Western pressures on China are driven by self-interests. Until Ho Pin understands this point, he will continue to see reality through his colored lens. If the West, or Ho Pin, is so confident about it’s ideas, rest assured people will line up to imitate. And there are. He is just not looking at the right places. As “free” and “democratic” as he sees in the West, the West completely lacks confidence in its own progress. In this context, he comes across more as a “freedom” and “democracy” zealot. |
Ho Pin is the Chinese-language editor and publisher of “The Biography of Xi Jinping.” This essay was translated by Wenguang Huang from the Chinese. | |
pug_ster says
Ho Pin is the owner of Mirror Books. And all the books published by Mirror Books is banned in China. Makes you wonder why.
Nihc says
Hmm, my Chinese friend doesn’t like Xi because he felt that Xi “didn’t do anything” while he was governing Fujian, his home province. Any explanation on his perception?
LOLZ says
Ho Pin – “But without free elections, a free press and independent judges, the government can’t fulfill its promise to stamp out corruption and build a fair and just society.”
A lot of people tend to repeat this as if this is true everywhere. India has free elections, free press, and independent judges. However it’s even more corrupt than China. Singapore has an authoritarian government, less free press, judges which are appointed by the same party (PAP) for decades. Yet Singapore is one of the least corrupt nations in the world.
IMO corruption has far more to do with standard of living and enforcement of laws than anything else.
silentchinese says
The problem with Ho Pin and people like him is that they have incrediblly short memory.
or rather, memory replaced with counter factual ideological utterances.
They should remember how Hongkong, Under unquestionablly Authoritarian Rule of a whitehull appointed British Viceroy. ruled a ethnically chinese majority population had one of the cleanest and most effective city government amongst the contemporary “chinese states”.

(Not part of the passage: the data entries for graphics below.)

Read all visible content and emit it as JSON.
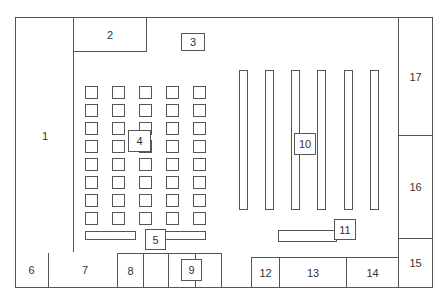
{
  "floorplan": {
    "rooms": [
      {
        "id": "1",
        "label": "1"
      },
      {
        "id": "2",
        "label": "2"
      },
      {
        "id": "3",
        "label": "3"
      },
      {
        "id": "4",
        "label": "4"
      },
      {
        "id": "5",
        "label": "5"
      },
      {
        "id": "6",
        "label": "6"
      },
      {
        "id": "7",
        "label": "7"
      },
      {
        "id": "8",
        "label": "8"
      },
      {
        "id": "9",
        "label": "9"
      },
      {
        "id": "10",
        "label": "10"
      },
      {
        "id": "11",
        "label": "11"
      },
      {
        "id": "12",
        "label": "12"
      },
      {
        "id": "13",
        "label": "13"
      },
      {
        "id": "14",
        "label": "14"
      },
      {
        "id": "15",
        "label": "15"
      },
      {
        "id": "16",
        "label": "16"
      },
      {
        "id": "17",
        "label": "17"
      }
    ],
    "seat_grid": {
      "columns": 5,
      "rows": 8
    },
    "shelves": {
      "count": 6
    },
    "colors": {
      "line": "#555555",
      "background": "#ffffff",
      "text": "#333333"
    }
  }
}
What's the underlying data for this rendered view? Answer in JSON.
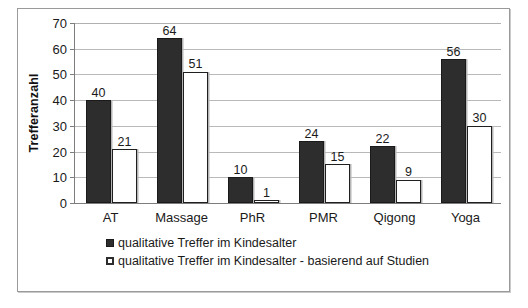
{
  "chart_data": {
    "type": "bar",
    "title": "",
    "xlabel": "",
    "ylabel": "Trefferanzahl",
    "ylim": [
      0,
      70
    ],
    "ytick_step": 10,
    "yticks": [
      0,
      10,
      20,
      30,
      40,
      50,
      60,
      70
    ],
    "grid": true,
    "legend_position": "bottom-left",
    "categories": [
      "AT",
      "Massage",
      "PhR",
      "PMR",
      "Qigong",
      "Yoga"
    ],
    "series": [
      {
        "name": "qualitative Treffer im Kindesalter",
        "color": "#2d2d2d",
        "values": [
          40,
          64,
          10,
          24,
          22,
          56
        ]
      },
      {
        "name": "qualitative Treffer im Kindesalter - basierend auf Studien",
        "color": "#ffffff",
        "values": [
          21,
          51,
          1,
          15,
          9,
          30
        ]
      }
    ]
  },
  "legend": {
    "entries": [
      "qualitative Treffer im Kindesalter",
      "qualitative Treffer im Kindesalter - basierend auf Studien"
    ]
  }
}
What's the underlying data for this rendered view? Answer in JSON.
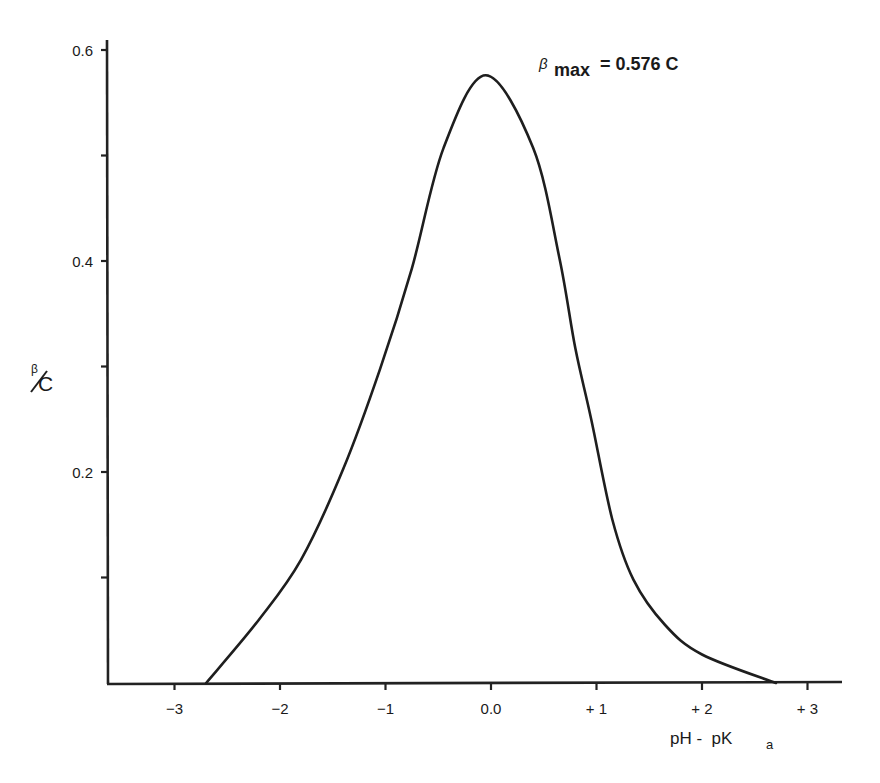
{
  "chart_data": {
    "type": "line",
    "title": "",
    "xlabel": "pH - pKa",
    "xlabel_main": "pH -  pK",
    "xlabel_sub": "a",
    "ylabel": "β/C",
    "ylabel_num": "β",
    "ylabel_den": "C",
    "xlim": [
      -3.5,
      3.5
    ],
    "ylim": [
      0,
      0.6
    ],
    "grid": false,
    "x_ticks": [
      {
        "value": -3,
        "label": "−3"
      },
      {
        "value": -2,
        "label": "−2"
      },
      {
        "value": -1,
        "label": "−1"
      },
      {
        "value": 0,
        "label": "0.0"
      },
      {
        "value": 1,
        "label": "+ 1"
      },
      {
        "value": 2,
        "label": "+ 2"
      },
      {
        "value": 3,
        "label": "+ 3"
      }
    ],
    "y_ticks": [
      {
        "value": 0.1,
        "label": ""
      },
      {
        "value": 0.2,
        "label": "0.2"
      },
      {
        "value": 0.3,
        "label": ""
      },
      {
        "value": 0.4,
        "label": "0.4"
      },
      {
        "value": 0.5,
        "label": ""
      },
      {
        "value": 0.6,
        "label": "0.6"
      }
    ],
    "annotation": {
      "symbol": "β",
      "subscript": "max",
      "text": "= 0.576 C"
    },
    "series": [
      {
        "name": "buffer capacity",
        "x": [
          -2.7,
          -2.2,
          -1.8,
          -1.4,
          -1.05,
          -0.75,
          -0.45,
          -0.05,
          0.4,
          0.65,
          0.8,
          0.95,
          1.15,
          1.35,
          1.65,
          2.0,
          2.7
        ],
        "y": [
          0.0,
          0.06,
          0.117,
          0.203,
          0.298,
          0.393,
          0.507,
          0.576,
          0.507,
          0.402,
          0.317,
          0.25,
          0.155,
          0.098,
          0.055,
          0.027,
          0.0
        ]
      }
    ],
    "peak": {
      "x": -0.05,
      "y": 0.576
    }
  }
}
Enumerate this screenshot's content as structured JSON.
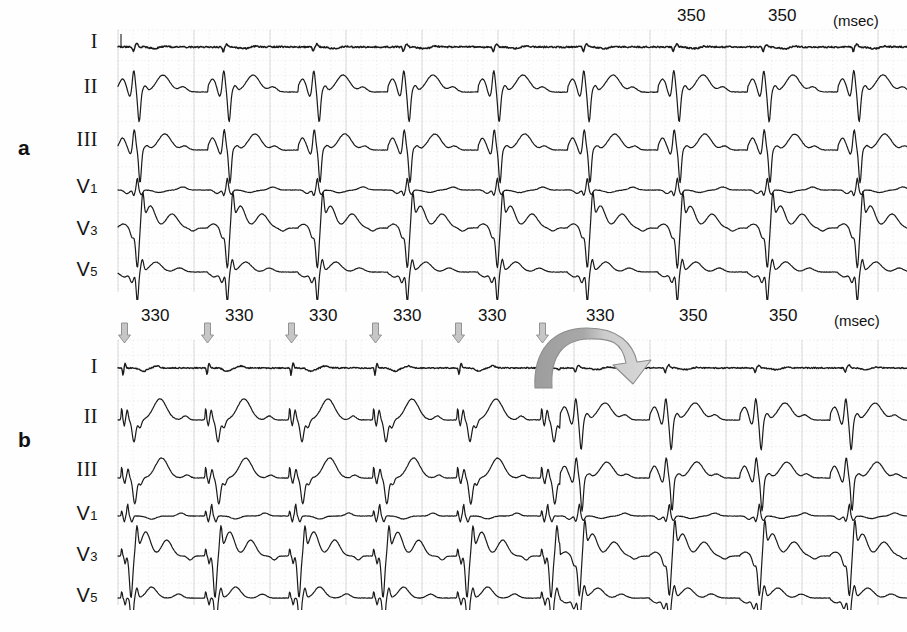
{
  "figure": {
    "caption": "",
    "unit_label": "(msec)"
  },
  "panels": [
    {
      "id": "a",
      "letter": "a",
      "leads": [
        "I",
        "II",
        "III",
        "V1",
        "V3",
        "V5"
      ],
      "lead_display": [
        {
          "main": "I",
          "sub": ""
        },
        {
          "main": "II",
          "sub": ""
        },
        {
          "main": "III",
          "sub": ""
        },
        {
          "main": "V",
          "sub": "1"
        },
        {
          "main": "V",
          "sub": "3"
        },
        {
          "main": "V",
          "sub": "5"
        }
      ],
      "intervals": [
        {
          "value": "350",
          "x": 695
        },
        {
          "value": "350",
          "x": 786
        }
      ],
      "unit_label": "(msec)",
      "unit_x": 845,
      "pacing_arrows": [],
      "beat_count": 10,
      "rhythm_note": ""
    },
    {
      "id": "b",
      "letter": "b",
      "leads": [
        "I",
        "II",
        "III",
        "V1",
        "V3",
        "V5"
      ],
      "lead_display": [
        {
          "main": "I",
          "sub": ""
        },
        {
          "main": "II",
          "sub": ""
        },
        {
          "main": "III",
          "sub": ""
        },
        {
          "main": "V",
          "sub": "1"
        },
        {
          "main": "V",
          "sub": "3"
        },
        {
          "main": "V",
          "sub": "5"
        }
      ],
      "intervals": [
        {
          "value": "330",
          "x": 159
        },
        {
          "value": "330",
          "x": 243
        },
        {
          "value": "330",
          "x": 327
        },
        {
          "value": "330",
          "x": 411
        },
        {
          "value": "330",
          "x": 496
        },
        {
          "value": "330",
          "x": 604
        },
        {
          "value": "350",
          "x": 697
        },
        {
          "value": "350",
          "x": 787
        }
      ],
      "unit_label": "(msec)",
      "unit_x": 846,
      "pacing_arrows": [
        {
          "x": 124
        },
        {
          "x": 207
        },
        {
          "x": 291
        },
        {
          "x": 375
        },
        {
          "x": 458
        },
        {
          "x": 542
        }
      ],
      "beat_count": 10,
      "rhythm_note": ""
    }
  ],
  "colors": {
    "background": "#fefefe",
    "trace": "#1a1a1a",
    "grid": "#c9c3c0",
    "arrow_fill": "#c6c6c6",
    "arrow_stroke": "#8a8a8a",
    "transition_arrow_dark": "#9a9a9a",
    "transition_arrow_light": "#d2d2d2",
    "transition_arrow_stroke": "#8c8c8c",
    "text": "#111111"
  },
  "chart_data": {
    "type": "line",
    "title": "",
    "xlabel": "",
    "ylabel": "",
    "panels": [
      {
        "panel": "a",
        "leads": [
          "I",
          "II",
          "III",
          "V1",
          "V3",
          "V5"
        ],
        "cycle_length_ms": [
          350,
          350
        ],
        "annotated_intervals_ms": [
          350,
          350
        ],
        "paced": false,
        "beats": 10,
        "beat_interval_px": 90
      },
      {
        "panel": "b",
        "leads": [
          "I",
          "II",
          "III",
          "V1",
          "V3",
          "V5"
        ],
        "cycle_length_ms": [
          330,
          330,
          330,
          330,
          330,
          330,
          350,
          350
        ],
        "annotated_intervals_ms": [
          330,
          330,
          330,
          330,
          330,
          330,
          350,
          350
        ],
        "paced": true,
        "pacing_spikes": 6,
        "beats": 10,
        "beat_interval_px": 84
      }
    ]
  }
}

therefore, Their arguments are all counter factual.
But, I guess if one’s ideology is End-of-History, and the factual history that one actually lived through does not support that ideology, then the factual history must be false.

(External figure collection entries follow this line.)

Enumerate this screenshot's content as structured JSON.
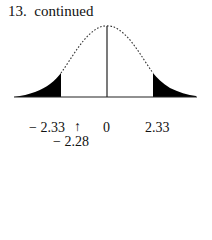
{
  "title": "13.  continued",
  "diagram": {
    "type": "normal-distribution-curve",
    "shaded_regions": [
      "left-tail",
      "right-tail"
    ],
    "center_line": true,
    "labels": {
      "left_critical": "− 2.33",
      "arrow": "↑",
      "center": "0",
      "right_critical": "2.33",
      "test_value": "− 2.28"
    },
    "colors": {
      "curve": "#333333",
      "fill": "#000000",
      "axis": "#222222"
    }
  }
}
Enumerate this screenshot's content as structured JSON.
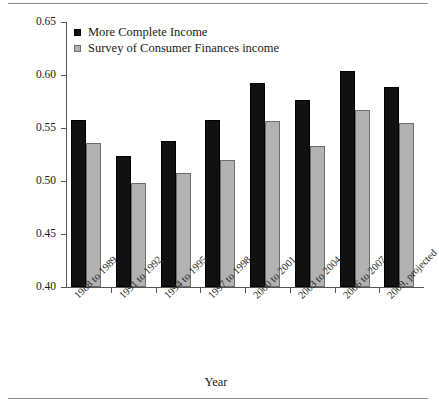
{
  "chart_data": {
    "type": "bar",
    "title": "",
    "xlabel": "Year",
    "ylabel": "Gini Index",
    "ylim": [
      0.4,
      0.65
    ],
    "yticks": [
      "0.40",
      "0.45",
      "0.50",
      "0.55",
      "0.60",
      "0.65"
    ],
    "ytick_values": [
      0.4,
      0.45,
      0.5,
      0.55,
      0.6,
      0.65
    ],
    "grid": false,
    "legend_position": "top-left",
    "categories": [
      "1988 to 1989",
      "1991 to 1992",
      "1994 to 1995",
      "1997 to 1998",
      "2000 to 2001",
      "2003 to 2004",
      "2006 to 2007",
      "2009, projected"
    ],
    "series": [
      {
        "name": "More Complete Income",
        "color": "#111111",
        "values": [
          0.558,
          0.524,
          0.538,
          0.558,
          0.592,
          0.576,
          0.604,
          0.589
        ]
      },
      {
        "name": "Survey of Consumer Finances income",
        "color": "#b2b2b2",
        "values": [
          0.536,
          0.498,
          0.508,
          0.52,
          0.557,
          0.533,
          0.567,
          0.555
        ]
      }
    ]
  }
}
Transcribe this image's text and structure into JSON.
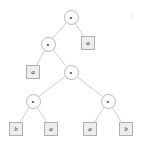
{
  "diagram": {
    "kind": "tree",
    "canvas": {
      "width": 143,
      "height": 144,
      "background": "#ffffff"
    },
    "style": {
      "internal_node_shape": "circle",
      "internal_node_fill": "#fdfdfd",
      "internal_node_stroke": "#b8b8b8",
      "leaf_node_shape": "square",
      "leaf_node_fill": "#ededed",
      "leaf_node_stroke": "#b0b0b0",
      "edge_color": "#c9c9c9"
    },
    "nodes": [
      {
        "id": "n0",
        "shape": "circle",
        "label": "∘",
        "x": 71,
        "y": 17
      },
      {
        "id": "n1",
        "shape": "circle",
        "label": "∘",
        "x": 48,
        "y": 44
      },
      {
        "id": "l1",
        "shape": "square",
        "label": "a",
        "x": 88,
        "y": 43
      },
      {
        "id": "l2",
        "shape": "square",
        "label": "a",
        "x": 33,
        "y": 72
      },
      {
        "id": "n2",
        "shape": "circle",
        "label": "∘",
        "x": 71,
        "y": 72
      },
      {
        "id": "n3",
        "shape": "circle",
        "label": "∘",
        "x": 33,
        "y": 101
      },
      {
        "id": "n4",
        "shape": "circle",
        "label": "∘",
        "x": 108,
        "y": 101
      },
      {
        "id": "l3",
        "shape": "square",
        "label": "b",
        "x": 16,
        "y": 129
      },
      {
        "id": "l4",
        "shape": "square",
        "label": "a",
        "x": 51,
        "y": 129
      },
      {
        "id": "l5",
        "shape": "square",
        "label": "a",
        "x": 90,
        "y": 129
      },
      {
        "id": "l6",
        "shape": "square",
        "label": "b",
        "x": 126,
        "y": 129
      }
    ],
    "edges": [
      {
        "from": "n0",
        "to": "n1"
      },
      {
        "from": "n0",
        "to": "l1"
      },
      {
        "from": "n1",
        "to": "l2"
      },
      {
        "from": "n1",
        "to": "n2"
      },
      {
        "from": "n2",
        "to": "n3"
      },
      {
        "from": "n2",
        "to": "n4"
      },
      {
        "from": "n3",
        "to": "l3"
      },
      {
        "from": "n3",
        "to": "l4"
      },
      {
        "from": "n4",
        "to": "l5"
      },
      {
        "from": "n4",
        "to": "l6"
      }
    ],
    "leaf_sequence": [
      "b",
      "a",
      "a",
      "b",
      "a"
    ],
    "artifacts": [
      {
        "id": "speck1",
        "x": 131,
        "y": 15
      }
    ]
  }
}
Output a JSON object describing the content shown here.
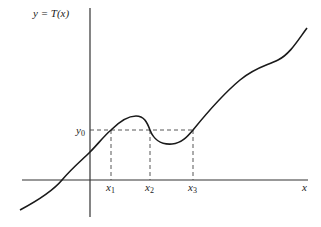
{
  "diagram": {
    "title_label": "y = T(x)",
    "x_axis_label": "x",
    "level_label": "y",
    "level_subscript": "0",
    "root_labels": [
      {
        "base": "x",
        "sub": "1"
      },
      {
        "base": "x",
        "sub": "2"
      },
      {
        "base": "x",
        "sub": "3"
      }
    ],
    "colors": {
      "curve": "#1a1a1a",
      "axes": "#333333",
      "dashed": "#444444",
      "background": "#ffffff"
    }
  }
}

This is the problem with the prevailing ideological wind of the day, the reality must warp to conform to ideology.
I really don’t know how people could do this though, Must involve copious amounts of mind-altering psychodelic drugs were involved in warping one’s reality.
Milo says
Had the same reaction when I read Ho’s piece. Just garbage. The amazing thing is that this sloppy hacky job gets space in the Sunday NYT. Nice analysis. I’ll keep reading.
Charles Liu says
“legitimacy accorded democratically elected officials”
Wait, isn’t the president of PRC elected by the NPC? Aren’t the NPC deligates elected by provincial People’s Congress? Aren’t provincial delegates elected by local congress? With local congress being directly elected, isn’t this in fact a form of indirect election?

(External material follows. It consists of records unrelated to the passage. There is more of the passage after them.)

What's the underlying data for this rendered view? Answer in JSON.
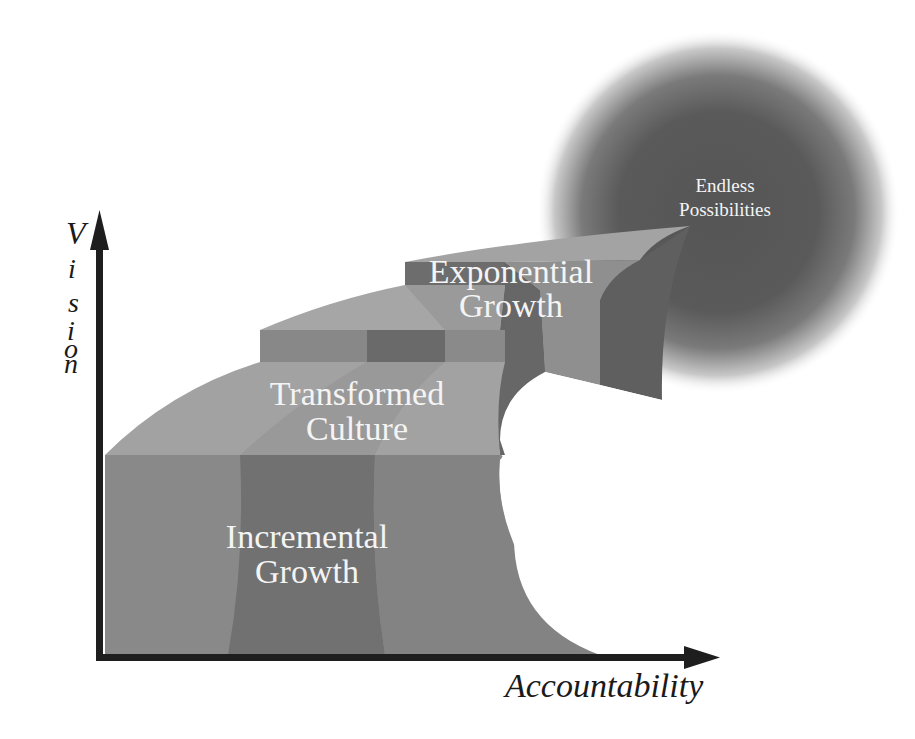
{
  "diagram": {
    "type": "staircase-growth-diagram",
    "axes": {
      "y_label": "Vision",
      "y_label_letters": [
        "V",
        ".",
        "i",
        ".",
        "s",
        ".",
        "i",
        "o",
        "n"
      ],
      "x_label": "Accountability"
    },
    "steps": [
      {
        "level": 1,
        "label_line1": "Incremental",
        "label_line2": "Growth"
      },
      {
        "level": 2,
        "label_line1": "Transformed",
        "label_line2": "Culture"
      },
      {
        "level": 3,
        "label_line1": "Exponential",
        "label_line2": "Growth"
      }
    ],
    "goal": {
      "label_line1": "Endless",
      "label_line2": "Possibilities"
    },
    "colors": {
      "background": "#ffffff",
      "axis": "#1e1e1e",
      "front_light": "#8a8a8a",
      "front_dark": "#6f6f6f",
      "top_light": "#a6a6a6",
      "top_mid": "#999999",
      "side_dark": "#666666",
      "glow_core": "#555555",
      "label_text": "#f4f4f4"
    }
  }
}
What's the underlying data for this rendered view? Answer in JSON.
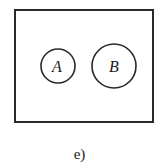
{
  "figure": {
    "caption": "e)",
    "universe": {
      "x": 15,
      "y": 10,
      "width": 138,
      "height": 112,
      "stroke": "#2a2a2a"
    },
    "sets": [
      {
        "label": "A",
        "cx": 58,
        "cy": 66,
        "r": 17
      },
      {
        "label": "B",
        "cx": 114,
        "cy": 66,
        "r": 22
      }
    ],
    "relationship": "disjoint"
  }
}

Direct election by 1.4 billion people would be a huge logistics undertaking. Countries many times smaller than China relies on indirect election, yet. For example the prime minister of UK is not elected, but appointed by the queen from the ruling party in Parliment.
In US presidential election also go through a series of consensus-building steps before our two-party oligopoly presents a “princeling/heir appurtenant” each, for citizens to choose from, in a dog-and-pony-show general election that doesn’t really count, and rules in the Electoral College that is designed to induce landslide wins.